A friend of mine loves the work of novelist Junichiro Tanizaki. When I first met her years ago and asked "Who?", and she rightfully looked at me with shock. How could I not know? Well, now I do know, and I also understand better just how little of the world's literature is available in the United States in translation. Even when it is, it takes something like the Nobel Prize to give its sales an uptick. There are some exceptions, but few. Blame our literary isolation on the phenomenon of geography, xenophobia, or what you will, but as a nation we're just not as aware of world literature as we could be.
That's part of why I was so pleased to learn of the online magazine "Words Without Borders," a site that publishes its own original translations, plus book reviews and other information about international literature. In its publishing rationale, the journal notes: Few literatures have truly prospered in isolation from the world. English-speaking culture in general and American culture in particular has long benefited from cross-pollination with other worlds and languages. Thus it is an especially dangerous imbalance when, today, 50% of all the books in translation now published worldwide are translated from English, but less than 3% are translated into English. (Bold emphasis added)
My friend Katie King pointed the organization out to me two years ago, but it really caught my consciousness when I met its founder and president, editor Alane Salierno Mason, at W. W. Norton a few weeks ago.
That's part of why I was so pleased to learn of the online magazine "Words Without Borders," a site that publishes its own original translations, plus book reviews and other information about international literature. In its publishing rationale, the journal notes: Few literatures have truly prospered in isolation from the world. English-speaking culture in general and American culture in particular has long benefited from cross-pollination with other worlds and languages. Thus it is an especially dangerous imbalance when, today, 50% of all the books in translation now published worldwide are translated from English, but less than 3% are translated into English. (Bold emphasis added)
My friend Katie King pointed the organization out to me two years ago, but it really caught my consciousness when I met its founder and president, editor Alane Salierno Mason, at W. W. Norton a few weeks ago.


## [Required action]
Look through the records below, and whenever a line contains "Reservation", copy it.
BEGIN Supplied records
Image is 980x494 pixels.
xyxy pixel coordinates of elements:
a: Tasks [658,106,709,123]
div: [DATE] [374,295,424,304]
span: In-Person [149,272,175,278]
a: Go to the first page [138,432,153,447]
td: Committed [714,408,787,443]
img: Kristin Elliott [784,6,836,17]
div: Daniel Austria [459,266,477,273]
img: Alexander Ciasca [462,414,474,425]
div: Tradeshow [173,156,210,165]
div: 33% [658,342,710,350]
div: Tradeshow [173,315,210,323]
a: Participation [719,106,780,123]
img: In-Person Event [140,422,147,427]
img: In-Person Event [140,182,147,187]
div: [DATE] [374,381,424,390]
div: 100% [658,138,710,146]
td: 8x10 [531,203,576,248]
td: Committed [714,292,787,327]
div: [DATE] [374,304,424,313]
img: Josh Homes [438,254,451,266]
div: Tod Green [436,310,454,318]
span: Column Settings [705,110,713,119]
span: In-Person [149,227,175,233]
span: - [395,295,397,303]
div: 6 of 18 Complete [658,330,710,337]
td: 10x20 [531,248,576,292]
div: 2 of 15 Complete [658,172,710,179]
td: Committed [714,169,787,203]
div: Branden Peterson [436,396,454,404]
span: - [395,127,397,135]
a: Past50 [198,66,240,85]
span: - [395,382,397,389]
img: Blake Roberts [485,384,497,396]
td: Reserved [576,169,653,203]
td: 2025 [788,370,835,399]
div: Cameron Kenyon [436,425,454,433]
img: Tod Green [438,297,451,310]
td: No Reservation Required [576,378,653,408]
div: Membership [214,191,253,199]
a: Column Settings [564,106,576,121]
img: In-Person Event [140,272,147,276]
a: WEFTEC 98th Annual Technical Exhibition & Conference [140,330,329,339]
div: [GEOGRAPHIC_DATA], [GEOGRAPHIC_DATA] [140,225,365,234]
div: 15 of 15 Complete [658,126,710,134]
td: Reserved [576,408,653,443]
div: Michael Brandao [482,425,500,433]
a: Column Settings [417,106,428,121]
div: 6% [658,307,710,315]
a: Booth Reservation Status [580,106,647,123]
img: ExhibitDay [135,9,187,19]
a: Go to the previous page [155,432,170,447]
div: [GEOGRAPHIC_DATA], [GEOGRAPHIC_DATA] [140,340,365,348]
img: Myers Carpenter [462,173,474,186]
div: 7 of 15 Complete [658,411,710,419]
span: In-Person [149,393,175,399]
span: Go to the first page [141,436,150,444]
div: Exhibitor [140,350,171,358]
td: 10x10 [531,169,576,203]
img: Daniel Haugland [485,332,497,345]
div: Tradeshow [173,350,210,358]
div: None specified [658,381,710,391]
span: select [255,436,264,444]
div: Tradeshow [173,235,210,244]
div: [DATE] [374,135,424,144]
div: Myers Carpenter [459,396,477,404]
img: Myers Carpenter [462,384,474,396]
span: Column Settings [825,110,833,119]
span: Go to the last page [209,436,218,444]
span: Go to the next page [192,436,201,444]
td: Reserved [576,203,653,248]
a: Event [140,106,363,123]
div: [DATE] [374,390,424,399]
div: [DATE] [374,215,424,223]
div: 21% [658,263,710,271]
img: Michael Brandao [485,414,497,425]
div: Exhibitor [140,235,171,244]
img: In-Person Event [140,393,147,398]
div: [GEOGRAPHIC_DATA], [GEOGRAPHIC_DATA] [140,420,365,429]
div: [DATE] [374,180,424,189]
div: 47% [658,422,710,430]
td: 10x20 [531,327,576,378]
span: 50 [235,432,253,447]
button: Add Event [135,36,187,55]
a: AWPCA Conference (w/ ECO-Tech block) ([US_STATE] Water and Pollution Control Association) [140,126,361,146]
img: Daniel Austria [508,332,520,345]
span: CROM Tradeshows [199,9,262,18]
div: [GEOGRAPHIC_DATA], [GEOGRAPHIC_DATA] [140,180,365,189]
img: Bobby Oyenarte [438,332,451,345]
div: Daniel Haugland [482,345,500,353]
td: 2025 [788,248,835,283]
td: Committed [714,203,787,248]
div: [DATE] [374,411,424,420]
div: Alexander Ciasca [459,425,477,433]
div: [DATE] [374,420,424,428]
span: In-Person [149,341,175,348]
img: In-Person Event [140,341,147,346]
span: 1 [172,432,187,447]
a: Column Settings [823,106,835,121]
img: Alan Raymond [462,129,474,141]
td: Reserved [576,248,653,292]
END Supplied records
BEGIN Supplied records
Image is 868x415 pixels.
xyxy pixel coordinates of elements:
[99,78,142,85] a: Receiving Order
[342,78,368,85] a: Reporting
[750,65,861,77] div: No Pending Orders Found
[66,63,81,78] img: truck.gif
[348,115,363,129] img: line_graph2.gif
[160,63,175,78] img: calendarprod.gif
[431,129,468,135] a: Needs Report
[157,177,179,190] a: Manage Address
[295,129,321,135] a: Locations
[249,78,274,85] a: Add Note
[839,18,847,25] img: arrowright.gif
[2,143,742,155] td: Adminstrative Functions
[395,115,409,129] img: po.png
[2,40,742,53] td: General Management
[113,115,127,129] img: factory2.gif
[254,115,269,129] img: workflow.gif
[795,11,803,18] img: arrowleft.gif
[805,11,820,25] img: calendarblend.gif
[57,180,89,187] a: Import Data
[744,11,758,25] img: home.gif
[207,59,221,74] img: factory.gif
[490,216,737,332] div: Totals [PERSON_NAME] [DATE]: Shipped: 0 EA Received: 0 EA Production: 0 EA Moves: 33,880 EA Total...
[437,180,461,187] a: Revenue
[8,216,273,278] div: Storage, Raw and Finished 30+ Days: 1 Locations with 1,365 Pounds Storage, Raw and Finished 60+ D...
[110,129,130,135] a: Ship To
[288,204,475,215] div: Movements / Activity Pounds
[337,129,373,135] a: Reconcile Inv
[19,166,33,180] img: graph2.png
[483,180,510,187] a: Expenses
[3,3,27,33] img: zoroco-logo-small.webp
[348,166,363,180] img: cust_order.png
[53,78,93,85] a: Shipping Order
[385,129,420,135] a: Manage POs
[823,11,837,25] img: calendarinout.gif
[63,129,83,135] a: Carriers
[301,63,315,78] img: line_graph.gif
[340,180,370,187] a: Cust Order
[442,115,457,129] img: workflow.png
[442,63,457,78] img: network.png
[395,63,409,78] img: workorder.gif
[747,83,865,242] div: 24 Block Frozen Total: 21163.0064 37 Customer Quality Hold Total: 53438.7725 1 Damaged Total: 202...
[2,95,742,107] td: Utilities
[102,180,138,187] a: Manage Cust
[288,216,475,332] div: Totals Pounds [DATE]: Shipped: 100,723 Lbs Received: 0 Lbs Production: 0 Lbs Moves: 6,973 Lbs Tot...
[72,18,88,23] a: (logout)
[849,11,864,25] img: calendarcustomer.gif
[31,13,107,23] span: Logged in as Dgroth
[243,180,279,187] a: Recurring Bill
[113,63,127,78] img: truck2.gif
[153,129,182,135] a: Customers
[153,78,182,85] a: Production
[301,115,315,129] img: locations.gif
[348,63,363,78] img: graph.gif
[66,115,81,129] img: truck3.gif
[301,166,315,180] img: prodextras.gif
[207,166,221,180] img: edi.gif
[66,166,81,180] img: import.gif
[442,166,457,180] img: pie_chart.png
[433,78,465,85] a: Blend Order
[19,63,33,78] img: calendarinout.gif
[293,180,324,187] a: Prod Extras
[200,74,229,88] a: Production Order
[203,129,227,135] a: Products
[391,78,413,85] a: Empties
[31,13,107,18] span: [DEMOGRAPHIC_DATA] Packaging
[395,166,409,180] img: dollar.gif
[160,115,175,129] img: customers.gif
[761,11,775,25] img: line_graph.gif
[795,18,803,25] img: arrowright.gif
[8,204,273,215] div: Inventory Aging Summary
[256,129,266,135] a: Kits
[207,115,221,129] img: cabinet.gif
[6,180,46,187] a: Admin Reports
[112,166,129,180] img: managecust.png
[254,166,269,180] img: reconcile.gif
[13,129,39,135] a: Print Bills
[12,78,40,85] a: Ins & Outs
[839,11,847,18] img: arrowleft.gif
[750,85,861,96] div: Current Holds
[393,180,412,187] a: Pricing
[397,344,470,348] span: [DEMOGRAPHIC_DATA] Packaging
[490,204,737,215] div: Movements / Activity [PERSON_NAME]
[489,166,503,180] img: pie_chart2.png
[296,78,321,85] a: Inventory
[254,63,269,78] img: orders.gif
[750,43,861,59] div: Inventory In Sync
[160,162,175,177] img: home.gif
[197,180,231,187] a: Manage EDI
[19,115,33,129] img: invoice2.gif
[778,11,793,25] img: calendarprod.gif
END Supplied records
BEGIN Supplied records
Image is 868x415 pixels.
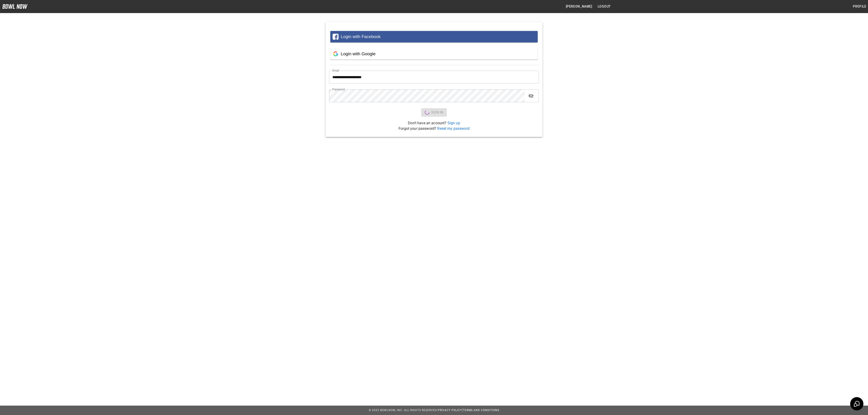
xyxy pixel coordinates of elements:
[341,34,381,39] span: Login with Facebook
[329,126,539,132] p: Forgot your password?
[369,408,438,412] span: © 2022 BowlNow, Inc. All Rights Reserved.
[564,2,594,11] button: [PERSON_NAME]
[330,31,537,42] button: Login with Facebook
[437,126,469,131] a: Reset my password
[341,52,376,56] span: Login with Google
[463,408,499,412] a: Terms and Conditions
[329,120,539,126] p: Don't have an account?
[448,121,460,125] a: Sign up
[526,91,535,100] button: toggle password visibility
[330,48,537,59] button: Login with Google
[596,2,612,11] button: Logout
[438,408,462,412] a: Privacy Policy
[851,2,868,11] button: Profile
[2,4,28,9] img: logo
END Supplied records
## [Exercise answer]
td: No Reservation Required [576,378,653,408]
a: Booth Reservation Status [580,106,647,123]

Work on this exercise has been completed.